The way I see it, this job is really for jobs, I think the most classic view of the operating partner role, uh, is an important one, but it's to be the keeper of the standard.

If you don't have a very strong opinion on within your area of business operations, whether that's sales or marketing or finance or talent or whatever it is, if you don't have a, uh, religious level belief of what good looks like for that area, Without that strong of an opinion, you're gonna have a hard time adding value, especially to people who've been doing this job for a long, long time, which is most of our management teams inside our portfolio.

So you need to have seen reps in multiple environments. You need to be good at pattern matching. You need to be able to fly to an office and notice what's going on and pick out the problems in a day or two. And you need to have some sense of causality. So you need to have some ability to say, if we do we X, then we can expect Y to happen.

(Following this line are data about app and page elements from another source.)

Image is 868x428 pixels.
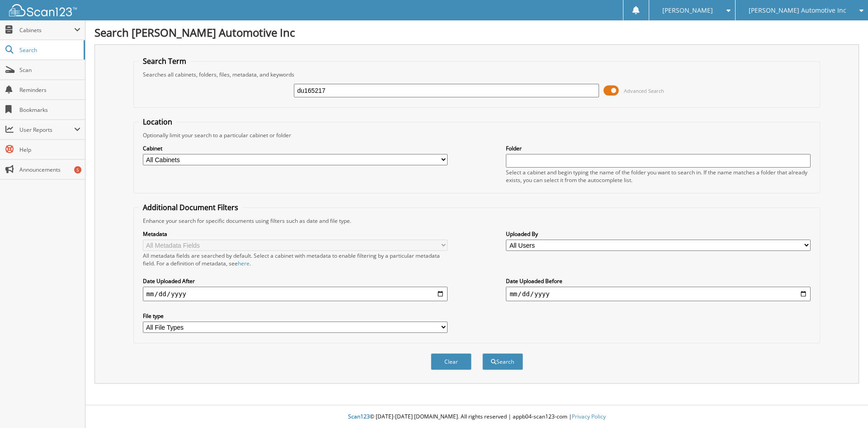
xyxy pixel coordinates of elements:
[20,46,79,54] span: Search
[431,353,472,370] button: Clear
[506,286,811,301] input: end
[143,277,448,285] label: Date Uploaded After
[506,277,811,285] label: Date Uploaded Before
[139,56,191,66] legend: Search Term
[143,252,448,267] div: All metadata fields are searched by default. Select a cabinet with metadata to enable filtering b...
[20,26,75,34] span: Cabinets
[20,166,81,173] span: Announcements
[143,230,448,237] label: Metadata
[20,106,81,114] span: Bookmarks
[624,87,665,94] span: Advanced Search
[139,203,243,212] legend: Additional Document Filters
[143,312,448,319] label: File type
[506,230,811,237] label: Uploaded By
[139,71,816,78] div: Searches all cabinets, folders, files, metadata, and keywords
[506,168,811,184] div: Select a cabinet and begin typing the name of the folder you want to search in. If the name match...
[662,8,713,13] span: [PERSON_NAME]
[349,412,370,420] span: Scan123
[139,117,177,127] legend: Location
[9,4,77,17] img: scan123-logo-white.svg
[20,145,81,154] span: Help
[75,166,81,173] div: 5
[20,66,81,74] span: Scan
[506,145,811,152] label: Folder
[86,405,868,428] div: © [DATE]-[DATE] [DOMAIN_NAME]. All rights reserved | appb04-scan123-com |
[139,131,816,139] div: Optionally limit your search to a particular cabinet or folder
[238,259,250,267] a: here
[483,353,523,370] button: Search
[572,412,606,420] a: Privacy Policy
[143,145,448,152] label: Cabinet
[749,8,847,13] span: [PERSON_NAME] Automotive Inc
[20,86,81,93] span: Reminders
[139,217,816,225] div: Enhance your search for specific documents using filters such as date and file type.
[143,286,448,301] input: start
[20,126,75,133] span: User Reports
[95,25,859,40] h1: Search [PERSON_NAME] Automotive Inc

Where Y is usually some measure of financial performance. So that's job number one, be the keeper of the standard. I think too many people. Believe that that's all you need. I think job number two is it's your job to create agreements that improve the business, and yeah, you need to have that standard and the means to detect whether the standard is being met.

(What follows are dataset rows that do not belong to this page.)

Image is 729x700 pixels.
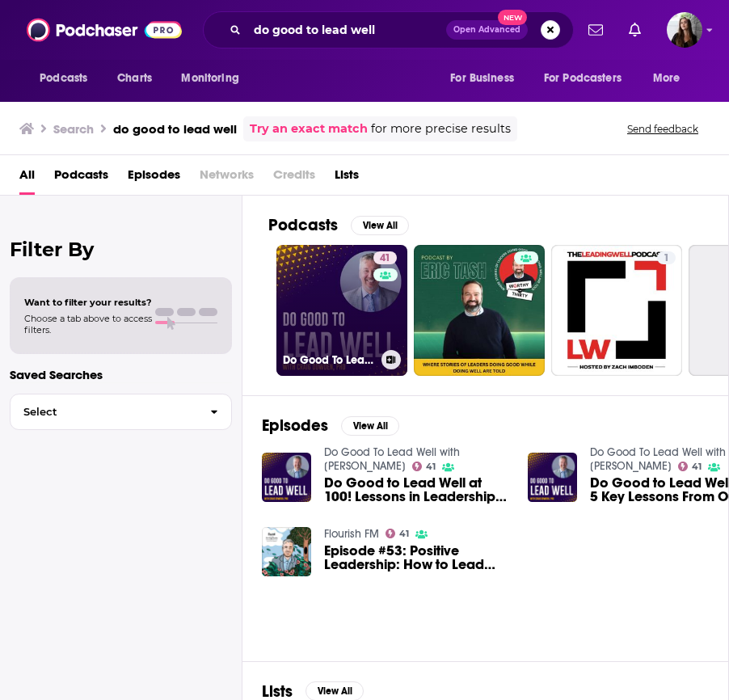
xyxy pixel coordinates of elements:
span: Open Advanced [453,26,521,34]
img: Episode #53: Positive Leadership: How to Lead Well by Doing Good, with Dr. Craig Dowden [262,527,311,577]
a: Do Good To Lead Well with Craig Dowden [324,445,460,473]
a: PodcastsView All [268,215,409,236]
span: Monitoring [181,67,238,90]
a: Podcasts [54,162,108,194]
button: open menu [642,63,701,93]
button: open menu [28,63,108,93]
h3: Search [53,121,93,136]
img: Do Good to Lead Well at 100! Lessons in Leadership from our Top Guests [262,452,311,502]
a: Show notifications dropdown [582,16,609,44]
a: 1 [657,251,676,264]
span: Networks [200,162,254,194]
span: New [498,9,527,25]
div: Search podcasts, credits, & more... [203,11,574,49]
button: Show profile menu [666,12,702,48]
button: Select [9,393,232,430]
img: Podchaser - Follow, Share and Rate Podcasts [27,15,182,45]
img: User Profile [666,12,702,48]
span: Episode #53: Positive Leadership: How to Lead Well by Doing Good, with [PERSON_NAME] [324,544,508,571]
span: Charts [117,67,152,90]
a: 41Do Good To Lead Well with [PERSON_NAME] [277,245,407,376]
span: 41 [426,463,436,470]
span: For Podcasters [544,67,622,90]
a: Charts [107,63,162,93]
span: 1 [664,250,669,266]
button: open menu [439,63,535,93]
a: Show notifications dropdown [622,16,648,44]
span: Credits [273,162,315,194]
h3: Do Good To Lead Well with [PERSON_NAME] [283,353,375,367]
span: 41 [399,530,409,537]
a: 41 [678,462,702,471]
p: Saved Searches [9,367,232,382]
button: open menu [170,63,260,93]
a: 41 [412,462,436,471]
button: Send feedback [622,122,703,136]
button: open menu [534,63,645,93]
button: Open AdvancedNew [446,21,528,39]
span: Choose a tab above to access filters. [24,313,152,336]
h2: Podcasts [268,215,337,236]
a: Do Good to Lead Well at 100! Lessons in Leadership from our Top Guests [324,476,508,504]
a: Flourish FM [324,527,379,540]
a: 41 [374,251,397,264]
span: for more precise results [371,120,511,138]
span: 41 [379,250,391,266]
span: Logged in as bnmartinn [666,12,702,48]
a: 1 [551,245,682,376]
h2: Episodes [262,415,328,436]
span: Select [10,407,197,417]
span: More [653,67,680,90]
button: View All [350,216,409,236]
a: EpisodesView All [262,415,399,436]
img: Do Good to Lead Well at 50 - 5 Key Lessons From Our First Year of Podcasts [528,452,577,502]
a: Lists [335,162,359,194]
h2: Filter By [9,237,232,261]
span: Want to filter your results? [24,296,152,307]
button: View All [341,416,399,436]
span: 41 [692,463,702,470]
a: Episode #53: Positive Leadership: How to Lead Well by Doing Good, with Dr. Craig Dowden [324,544,508,571]
h3: do good to lead well [113,121,236,136]
a: Try an exact match [250,120,367,138]
input: Search podcasts, credits, & more... [248,17,446,43]
span: Podcasts [39,67,87,90]
span: For Business [450,67,514,90]
a: 41 [385,529,409,538]
a: All [20,162,35,194]
a: Episodes [128,162,180,194]
a: Do Good To Lead Well with Craig Dowden [590,445,726,473]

But I wouldn't be any good at my job if I couldn't diagnose problems within sales marketing, or the C-Suite, and then get people to agree on what we should do next. So sometimes I describe the job of an operating partner as that of a strategic diplomat. So you need to be equally adept at noticing what's going on, but then getting people to come along with the plan that arises once you've successfully diagnosed the problems.

That's, that's 0.2 is you're creating agreements or kind of the strategic diplomat. The third, which I think is, is what we're circling around in this conversation, is it's your job to help keep score. And you can't know if you're winning or losing if you can't see the scoreboard. people who are good at this job, I think they're good at creating simple and consistent reporting. And both of those things are equally important, and I think they're good at measuring things in a way that cuts through the chatter. And the drama and makes it obvious when you're on track or off track.

And funny enough, I think, uh, the cool thing about this job is when you get that, right, when you create that higher level of visibility for a business, it's a sneaky way to build psychological safety. And it makes it easier to bring up tough problems, which is what, you know, all the researchers out there would tell you is probably the most important trait of a high performing team.

And then I think the fourth thing is, Like we're there to create a special kind of, I don't know, like loving pressure sometimes I, I talk about creating a demanding and supportive environment, and I think PE gets a bad name for raising the bar on people without giving them the resources they need to meet it.

And if you're gonna ask a company to do things that they've never done, you better be there to teach and coach and pitch in. Especially when it gets hard. So I think the thing that makes this job interesting, the thing that keeps me on my toes and a little off balance at any given moment is it's really four jobs, right?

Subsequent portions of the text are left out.